“Without negotiation you may not even have a great product”

2023.03.13.
“Without negotiation you may not even have a great product”
Interview with János Tanács, teacher of the Negotiation course.

– It needs no explaining that negotiation is all-important in business life. But isn’t it something one may learn in practice without any instruction?

Sure. There had been brilliant negotiators before the first book on negotiation was written, and you’ll learn most about negotiation from practice. However, it does matter how high your learning curve starts and how steep it is going to be. People typically start from a common misconception about negotiation, namely that it is all about the battle of wills. The most dramatic scene in movies present the hero as courageously resisting pressure or having an ace up in their sleeve to force the other party to surrender. There are negotiations like that, but in business, where long term partnership is highly appreciated, the tactics appropriate in battle of the wills type negotiation are counterproductive.

– So, people often have misconceptions about negotiation.

Definitely. In addition, the significance of negotiation is not always fully appreciated. It is often thought that it matters because it depends on your negotiation skills how much you get. Say, if you have great product, but you won’t have much revenue if you can’t negotiate a low price with your suppliers and a high price with your retailers. But that is only part of the story. These days innovation is becoming more important than lean production and cost efficiency. Now, more often than not, innovation depends on networks, which need to be set up through negotiations. So without negotiation you may not even have a great product.
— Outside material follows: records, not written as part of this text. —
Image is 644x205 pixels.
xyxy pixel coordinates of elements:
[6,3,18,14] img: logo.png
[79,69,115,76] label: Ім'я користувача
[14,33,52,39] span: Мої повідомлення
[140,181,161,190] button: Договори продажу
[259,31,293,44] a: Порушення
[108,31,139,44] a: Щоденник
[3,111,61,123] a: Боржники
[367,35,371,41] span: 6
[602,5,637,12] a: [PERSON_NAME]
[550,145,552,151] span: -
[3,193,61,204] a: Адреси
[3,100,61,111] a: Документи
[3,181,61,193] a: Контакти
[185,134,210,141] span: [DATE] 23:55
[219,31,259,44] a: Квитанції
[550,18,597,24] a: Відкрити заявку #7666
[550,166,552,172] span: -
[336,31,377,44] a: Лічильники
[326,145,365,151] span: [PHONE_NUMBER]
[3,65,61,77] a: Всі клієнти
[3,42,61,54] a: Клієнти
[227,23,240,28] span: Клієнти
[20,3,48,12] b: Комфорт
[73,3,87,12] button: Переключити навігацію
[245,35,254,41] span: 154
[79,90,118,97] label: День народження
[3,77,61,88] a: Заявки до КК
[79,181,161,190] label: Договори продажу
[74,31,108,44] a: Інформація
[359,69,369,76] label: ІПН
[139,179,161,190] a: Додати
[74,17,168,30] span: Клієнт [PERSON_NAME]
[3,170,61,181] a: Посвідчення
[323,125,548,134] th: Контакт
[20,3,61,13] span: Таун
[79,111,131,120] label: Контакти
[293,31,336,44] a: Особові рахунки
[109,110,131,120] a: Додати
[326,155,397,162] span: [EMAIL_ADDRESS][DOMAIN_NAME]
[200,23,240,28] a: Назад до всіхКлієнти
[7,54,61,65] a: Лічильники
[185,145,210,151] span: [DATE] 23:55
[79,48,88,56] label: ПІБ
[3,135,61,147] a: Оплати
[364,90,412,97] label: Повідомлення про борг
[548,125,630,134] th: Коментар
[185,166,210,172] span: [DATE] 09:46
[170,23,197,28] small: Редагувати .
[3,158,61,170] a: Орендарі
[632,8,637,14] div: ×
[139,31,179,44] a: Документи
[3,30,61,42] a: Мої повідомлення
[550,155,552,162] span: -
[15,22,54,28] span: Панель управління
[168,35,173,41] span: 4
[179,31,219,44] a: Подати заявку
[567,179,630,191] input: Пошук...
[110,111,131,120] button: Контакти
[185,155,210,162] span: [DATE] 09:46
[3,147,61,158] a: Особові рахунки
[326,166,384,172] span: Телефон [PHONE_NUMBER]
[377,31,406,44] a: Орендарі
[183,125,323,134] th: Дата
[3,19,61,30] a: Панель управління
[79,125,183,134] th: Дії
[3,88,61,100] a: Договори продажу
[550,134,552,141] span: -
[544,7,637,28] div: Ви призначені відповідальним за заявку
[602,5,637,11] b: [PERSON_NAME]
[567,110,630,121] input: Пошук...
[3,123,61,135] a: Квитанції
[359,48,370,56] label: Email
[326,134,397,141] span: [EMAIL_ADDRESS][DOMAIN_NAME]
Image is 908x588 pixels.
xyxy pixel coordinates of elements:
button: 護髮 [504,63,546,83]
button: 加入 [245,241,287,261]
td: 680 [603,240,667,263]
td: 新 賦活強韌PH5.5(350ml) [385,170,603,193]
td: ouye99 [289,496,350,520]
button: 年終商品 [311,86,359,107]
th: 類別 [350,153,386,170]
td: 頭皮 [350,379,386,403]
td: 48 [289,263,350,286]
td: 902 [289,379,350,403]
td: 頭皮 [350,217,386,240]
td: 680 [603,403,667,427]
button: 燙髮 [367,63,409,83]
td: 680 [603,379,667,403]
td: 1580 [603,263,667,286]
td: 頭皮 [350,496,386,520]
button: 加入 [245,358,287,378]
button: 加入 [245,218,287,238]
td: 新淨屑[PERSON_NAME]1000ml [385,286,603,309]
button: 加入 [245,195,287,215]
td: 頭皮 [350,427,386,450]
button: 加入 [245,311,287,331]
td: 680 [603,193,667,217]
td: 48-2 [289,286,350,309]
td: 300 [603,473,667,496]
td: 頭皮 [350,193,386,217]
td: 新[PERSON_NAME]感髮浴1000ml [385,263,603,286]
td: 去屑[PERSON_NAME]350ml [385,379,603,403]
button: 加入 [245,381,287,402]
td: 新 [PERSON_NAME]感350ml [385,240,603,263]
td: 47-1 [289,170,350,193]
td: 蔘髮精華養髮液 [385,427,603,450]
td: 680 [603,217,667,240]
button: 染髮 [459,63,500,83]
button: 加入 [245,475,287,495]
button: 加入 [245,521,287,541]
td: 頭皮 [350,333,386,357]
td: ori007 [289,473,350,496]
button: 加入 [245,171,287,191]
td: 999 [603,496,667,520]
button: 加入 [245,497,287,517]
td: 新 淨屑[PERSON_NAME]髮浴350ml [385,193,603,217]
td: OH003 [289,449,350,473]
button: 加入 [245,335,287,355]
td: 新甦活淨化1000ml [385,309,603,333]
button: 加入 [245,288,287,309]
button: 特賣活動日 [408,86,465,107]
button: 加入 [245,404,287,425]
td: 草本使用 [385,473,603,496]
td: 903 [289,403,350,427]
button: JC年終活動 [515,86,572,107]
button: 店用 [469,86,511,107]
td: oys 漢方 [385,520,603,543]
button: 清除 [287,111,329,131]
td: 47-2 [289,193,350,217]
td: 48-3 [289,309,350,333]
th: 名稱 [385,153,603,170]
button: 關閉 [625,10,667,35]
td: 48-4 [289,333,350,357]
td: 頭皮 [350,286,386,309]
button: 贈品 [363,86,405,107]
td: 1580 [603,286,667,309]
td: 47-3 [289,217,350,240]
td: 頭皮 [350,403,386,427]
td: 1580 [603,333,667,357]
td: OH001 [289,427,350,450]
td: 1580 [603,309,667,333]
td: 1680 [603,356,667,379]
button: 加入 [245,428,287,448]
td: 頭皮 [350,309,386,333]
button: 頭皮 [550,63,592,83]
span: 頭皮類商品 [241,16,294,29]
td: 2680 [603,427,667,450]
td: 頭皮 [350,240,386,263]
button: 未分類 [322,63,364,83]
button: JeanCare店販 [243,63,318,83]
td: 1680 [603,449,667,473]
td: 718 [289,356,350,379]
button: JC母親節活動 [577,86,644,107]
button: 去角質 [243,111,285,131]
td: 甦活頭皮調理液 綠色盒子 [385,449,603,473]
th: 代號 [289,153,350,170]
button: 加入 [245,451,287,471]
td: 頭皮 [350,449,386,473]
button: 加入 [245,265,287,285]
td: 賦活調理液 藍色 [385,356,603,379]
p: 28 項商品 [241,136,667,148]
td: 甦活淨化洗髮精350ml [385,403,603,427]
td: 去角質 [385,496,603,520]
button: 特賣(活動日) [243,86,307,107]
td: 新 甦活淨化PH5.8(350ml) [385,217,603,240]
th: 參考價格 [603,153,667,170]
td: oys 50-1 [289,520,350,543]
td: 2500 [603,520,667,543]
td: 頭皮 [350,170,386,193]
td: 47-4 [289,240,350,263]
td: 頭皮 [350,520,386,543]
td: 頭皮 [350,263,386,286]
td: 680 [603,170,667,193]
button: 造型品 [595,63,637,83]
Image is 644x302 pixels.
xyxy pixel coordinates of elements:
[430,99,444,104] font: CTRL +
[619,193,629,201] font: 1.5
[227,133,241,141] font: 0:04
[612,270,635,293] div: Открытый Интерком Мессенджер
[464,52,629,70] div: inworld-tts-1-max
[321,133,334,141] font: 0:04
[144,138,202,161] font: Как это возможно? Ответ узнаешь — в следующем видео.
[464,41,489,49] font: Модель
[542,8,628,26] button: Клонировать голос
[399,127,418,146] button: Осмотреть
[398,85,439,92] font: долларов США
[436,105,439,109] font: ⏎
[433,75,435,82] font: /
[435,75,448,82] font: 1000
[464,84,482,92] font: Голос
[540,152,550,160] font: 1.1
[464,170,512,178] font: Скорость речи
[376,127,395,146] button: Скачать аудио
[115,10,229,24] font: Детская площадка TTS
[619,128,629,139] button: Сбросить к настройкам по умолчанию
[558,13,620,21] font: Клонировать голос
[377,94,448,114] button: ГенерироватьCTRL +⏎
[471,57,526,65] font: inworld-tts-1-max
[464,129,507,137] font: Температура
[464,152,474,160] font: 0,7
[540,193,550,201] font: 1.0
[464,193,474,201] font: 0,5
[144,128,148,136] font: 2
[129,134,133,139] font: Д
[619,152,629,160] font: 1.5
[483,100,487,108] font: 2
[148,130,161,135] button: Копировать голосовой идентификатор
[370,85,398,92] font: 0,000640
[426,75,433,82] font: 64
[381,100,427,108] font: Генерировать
– And how can negotiation be taught?

There are two sides it, the conceptual side and skill side. On the conceptual side, you need to have an understanding of the various types of negotiations, the conditions influencing the chances of success, the factors on which your gain depends, the types of moves you may use to achieve your ends. On the skill side, you need to be able to apply your concepts to the analysis of the situation and link your concepts to behavior, e.g. be able to see what move the other party is making and be able to perform the right moves yourself. For the conceptual side we use lectures, stories, analysis from movies, on the skills side we use role-plays. Students receive a description of a negotiation situation and their objectives; the information they receive is confidential, so the two parties have no access to other party’s knowledge and objectives. They sit down, negotiate and then we analyze what they did right, wrong, and what else they could have down. This is the standard methodology that’s used everywhere. 

– Is there something that makes this course different from negotiation courses taught elsewhere?

Well, perhaps it is that it is based on synthesizing knowledge from various fields. Here at ELTE we offer a strong training in soft skills. Undergraduates have no less than four courses in various aspects of communication, social psychology, argumentation, persuasion. Negotiation is the last of these courses because it makes use of several ideas covered in the other subjects. All of us who teach these subjects have taught in communication programs at the university level and training programs outside the university. So, what makes this course unique is that it relies on a fairly broad background.


János Tanács is associate professor at the Department of Marketing and Argumentation Theory. He has been teaching negotiation for over 15 years on various levels, from beginning courses to advanced skills training programs offered to CEOs.